> EXERCISE: Print each entry word for word.

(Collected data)
——

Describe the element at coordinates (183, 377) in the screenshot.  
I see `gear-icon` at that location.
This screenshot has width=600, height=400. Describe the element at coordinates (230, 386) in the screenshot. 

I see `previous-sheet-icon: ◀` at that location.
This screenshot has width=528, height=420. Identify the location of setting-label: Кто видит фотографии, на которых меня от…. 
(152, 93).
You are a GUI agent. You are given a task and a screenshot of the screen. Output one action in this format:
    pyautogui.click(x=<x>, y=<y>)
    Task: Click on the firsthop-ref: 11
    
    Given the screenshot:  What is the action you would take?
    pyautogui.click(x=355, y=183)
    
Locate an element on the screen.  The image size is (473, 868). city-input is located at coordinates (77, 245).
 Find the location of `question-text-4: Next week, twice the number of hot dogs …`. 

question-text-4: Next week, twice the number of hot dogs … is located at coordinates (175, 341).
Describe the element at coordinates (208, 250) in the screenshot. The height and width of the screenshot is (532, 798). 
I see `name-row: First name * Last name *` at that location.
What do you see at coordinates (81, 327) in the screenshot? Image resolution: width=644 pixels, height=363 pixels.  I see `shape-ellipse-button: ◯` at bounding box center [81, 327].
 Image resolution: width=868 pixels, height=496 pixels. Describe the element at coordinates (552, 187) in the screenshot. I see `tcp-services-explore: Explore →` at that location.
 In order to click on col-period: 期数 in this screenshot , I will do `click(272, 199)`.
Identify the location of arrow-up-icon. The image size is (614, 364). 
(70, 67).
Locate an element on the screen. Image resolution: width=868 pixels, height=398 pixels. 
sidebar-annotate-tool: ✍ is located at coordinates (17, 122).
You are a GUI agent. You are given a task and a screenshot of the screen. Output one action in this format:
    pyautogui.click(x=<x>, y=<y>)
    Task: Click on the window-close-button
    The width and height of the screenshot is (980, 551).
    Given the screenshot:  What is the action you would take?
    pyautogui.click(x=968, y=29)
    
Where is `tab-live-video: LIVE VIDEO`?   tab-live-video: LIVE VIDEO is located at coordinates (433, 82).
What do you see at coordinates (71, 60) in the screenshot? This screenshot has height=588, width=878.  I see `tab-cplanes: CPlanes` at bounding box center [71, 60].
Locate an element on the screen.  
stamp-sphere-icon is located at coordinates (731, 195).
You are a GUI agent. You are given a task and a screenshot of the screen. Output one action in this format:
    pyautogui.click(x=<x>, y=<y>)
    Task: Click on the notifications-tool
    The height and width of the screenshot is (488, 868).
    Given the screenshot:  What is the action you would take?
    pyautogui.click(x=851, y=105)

——

> SOLUTION:
Describe the element at coordinates (183, 377) in the screenshot.  
I see `gear-icon` at that location.
This screenshot has width=600, height=400. Describe the element at coordinates (230, 386) in the screenshot. 

I see `previous-sheet-icon: ◀` at that location.
This screenshot has width=528, height=420. Identify the location of setting-label: Кто видит фотографии, на которых меня от…. 
(152, 93).
You are a GUI agent. You are given a task and a screenshot of the screen. Output one action in this format:
    pyautogui.click(x=<x>, y=<y>)
    Task: Click on the firsthop-ref: 11
    
    Given the screenshot:  What is the action you would take?
    pyautogui.click(x=355, y=183)
    
Locate an element on the screen.  The image size is (473, 868). city-input is located at coordinates (77, 245).
 Find the location of `question-text-4: Next week, twice the number of hot dogs …`. 

question-text-4: Next week, twice the number of hot dogs … is located at coordinates (175, 341).
Describe the element at coordinates (208, 250) in the screenshot. The height and width of the screenshot is (532, 798). 
I see `name-row: First name * Last name *` at that location.
What do you see at coordinates (81, 327) in the screenshot? Image resolution: width=644 pixels, height=363 pixels.  I see `shape-ellipse-button: ◯` at bounding box center [81, 327].
 Image resolution: width=868 pixels, height=496 pixels. Describe the element at coordinates (552, 187) in the screenshot. I see `tcp-services-explore: Explore →` at that location.
 In order to click on col-period: 期数 in this screenshot , I will do `click(272, 199)`.
Identify the location of arrow-up-icon. The image size is (614, 364). 
(70, 67).
Locate an element on the screen. Image resolution: width=868 pixels, height=398 pixels. 
sidebar-annotate-tool: ✍ is located at coordinates (17, 122).
You are a GUI agent. You are given a task and a screenshot of the screen. Output one action in this format:
    pyautogui.click(x=<x>, y=<y>)
    Task: Click on the window-close-button
    The width and height of the screenshot is (980, 551).
    Given the screenshot:  What is the action you would take?
    pyautogui.click(x=968, y=29)
    
Where is `tab-live-video: LIVE VIDEO`?   tab-live-video: LIVE VIDEO is located at coordinates (433, 82).
What do you see at coordinates (71, 60) in the screenshot? This screenshot has height=588, width=878.  I see `tab-cplanes: CPlanes` at bounding box center [71, 60].
Locate an element on the screen.  
stamp-sphere-icon is located at coordinates (731, 195).
You are a GUI agent. You are given a task and a screenshot of the screen. Output one action in this format:
    pyautogui.click(x=<x>, y=<y>)
    Task: Click on the notifications-tool
    The height and width of the screenshot is (488, 868).
    Given the screenshot:  What is the action you would take?
    pyautogui.click(x=851, y=105)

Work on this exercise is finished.